Last week the CSO published the Q4 2017 update of the Institutional Sector Accounts (ISAs) which give us a preliminary insight into the full-year outcomes by sector. The ISAs follow from the Q4 Quarterly National Accounts (QNAs) a few weeks ago. For a variety of reasons the QNAs get lots of coverage and the ISAs close to none. There is far more information, and better information, in the ISAs.
Here we will look at the household sector. The snapshot shows the nature of the general improvement.
Let’s looks at some of the detail. First the current account:
We could go through it but it is a picture of general improvement. In the middle we see that Gross National Income, largely the sum of self-employed, employee and property income, is estimated to have increased by six per cent in 2017. Once we account for taxes and transfers we get an annual increase in Gross Disposable Income of 5.1 per cent.
With final consumption expenditure estimated to have risen by 3.1 per cent, the current account ends up an increase in the Gross Savings of the household sector; from 7.0 per cent of GDI in 2016 to 8.8 per cent of GDI in 2017. This is still likely to leave Ireland towards the bottom of the EU15 ranking in 2017 as was the case in 2016. [The legend in the chart is ranked by the 2016 outcomes.]
So what can we do with these Gross Savings from the current account? Disposable income that hasn’t been used for consumption can either be lent (put into financial assets such as deposits or equity and/or used to reduce financial liabilities like loans) or used for capital formation (new houses, improvements/renovations of existing houses etc.)
Obviously, here we are looking at aggregate outcomes, so the outcome for individual households will vary. A household that has borrowed for consumption expenditure can further borrow for capital formation. The aggregate descriptions refer to the outcome for the sector as a whole.
So what happens when we put €8.8 billion of gross savings into the capital account?
For 2017, it is estimated that the household sector undertook €9.2 billion of capital formation. So all the gross savings from the current account was spent (or at least that was the aggregate outcome – some households were borrowing while others were savings) and after capital taxes and transfers we end up with a net borrowing outcome of around €200 million.
In 2017, between current expenditure and capital formation, the Irish household sector pretty much spent all of its disposable income – and this has been the case for every year since 2014.
All in all, the growth rates for 2017 look very positive. All sources of income are growing rapidly, current spending is growing but not as quickly, while capital spending is growing a bit faster. All in all it paints a very positive picture.
One concern is that the Irish household sector has been a net borrower for the past three years. The chart below shows household sector net lending/net borrowing for the EU15 in per capita terms.
It is not the crazy days of 2006/07 but after moving into the middle of the EU15 pack from 2009 to 2012, we have been drifting downwards since.
But this chart clashes with view that the Irish household sector is deleveraging. In fact, as the last line in the previous table shows the Irish household sector has been spending more than it is earning since 2014. Can this be true?
The Quarterly Financial Accounts of the Central Bank show that the loan liabilities of the household sector were €167.7 billion at the end of 2013. The latest figure is for Q3 2017 which shows that loan liabilities had been reduced to €141.8 billion.
That the Irish household sector is reducing its loan liabilities is not a surprise. But how have loan liabilities reduced by €16 billion over the past three years or so when expenditure, current and capital, has exceeded disposable income by €2 billion. And it is also worth noting the currency and deposit assets have increased by €12 billion over the same period.
So where did the money come from to reduce loans by €16 billion and increase deposits by €12 billion if spending exceeded income by €2 billion? That is a €30 billion gap in just three years and is something we may return to in a subsequent post.
For now we will focus on the growth rates rather than the levels. The growth rates are motoring along nicely.
Nominal household income grew by between five and six per cent in 2017. That is pretty strong. It would be much better to focus on that than chattering about how much of the GDP growth shown in the QNAs was due to iPhones (plus I suspect the very specific claim made by the IMF is wrong).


**Problem requirements**
Copy the entries exactly. Leave out any pictures.

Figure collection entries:
§

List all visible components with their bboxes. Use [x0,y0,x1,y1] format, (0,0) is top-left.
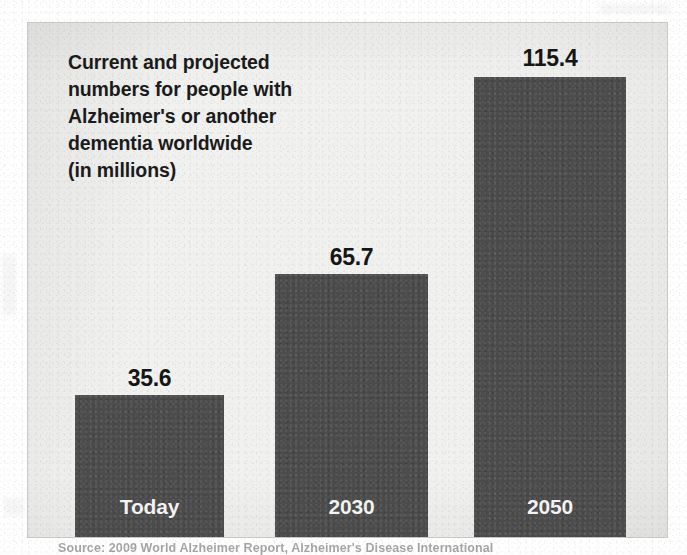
chart-frame: 35.6 Today 65.7 2030 115.4 2050 Current … [27,22,668,538]
paper-smudge-left [2,255,16,315]
bar-value-label: 65.7 [275,246,428,269]
bar-category-label: 2050 [474,496,626,517]
bar-category-label: 2030 [275,496,428,517]
bar-category-label: Today [75,496,224,517]
paper-smudge-bottom-left [4,498,24,516]
paper-smudge-top-right [600,4,670,14]
source-note: Source: 2009 World Alzheimer Report, Alz… [58,542,638,555]
bar-value-label: 35.6 [75,367,224,390]
bar-value-label: 115.4 [474,47,626,70]
bar-group-2050[interactable]: 115.4 2050 [474,22,626,537]
chart-title: Current and projected numbers for people… [68,49,398,184]
bar-2050[interactable] [474,77,626,537]
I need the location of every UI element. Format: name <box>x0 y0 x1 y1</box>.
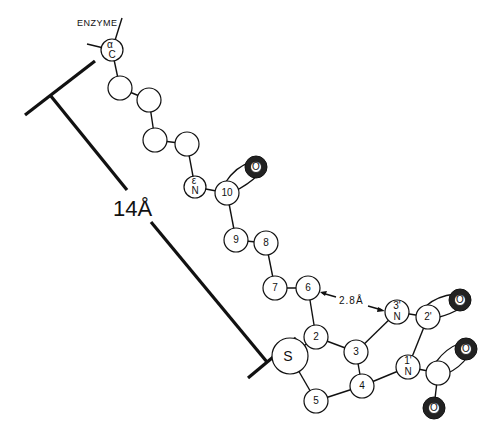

§

**Solution to the problem**
List all visible components with their bboxes. Use [x0,y0,x1,y1] format, (0,0) is top-left.
chart-frame: 35.6 Today 65.7 2030 115.4 2050 Current … [27,22,668,538]
paper-smudge-left [2,255,16,315]
bar-value-label: 65.7 [275,246,428,269]
bar-category-label: 2050 [474,496,626,517]
bar-category-label: 2030 [275,496,428,517]
bar-category-label: Today [75,496,224,517]
paper-smudge-bottom-left [4,498,24,516]
paper-smudge-top-right [600,4,670,14]
source-note: Source: 2009 World Alzheimer Report, Alz… [58,542,638,555]
bar-value-label: 35.6 [75,367,224,390]
bar-value-label: 115.4 [474,47,626,70]
bar-group-2050[interactable]: 115.4 2050 [474,22,626,537]
chart-title: Current and projected numbers for people… [68,49,398,184]
bar-2050[interactable] [474,77,626,537]
I need the location of every UI element. Format: name <box>x0 y0 x1 y1</box>.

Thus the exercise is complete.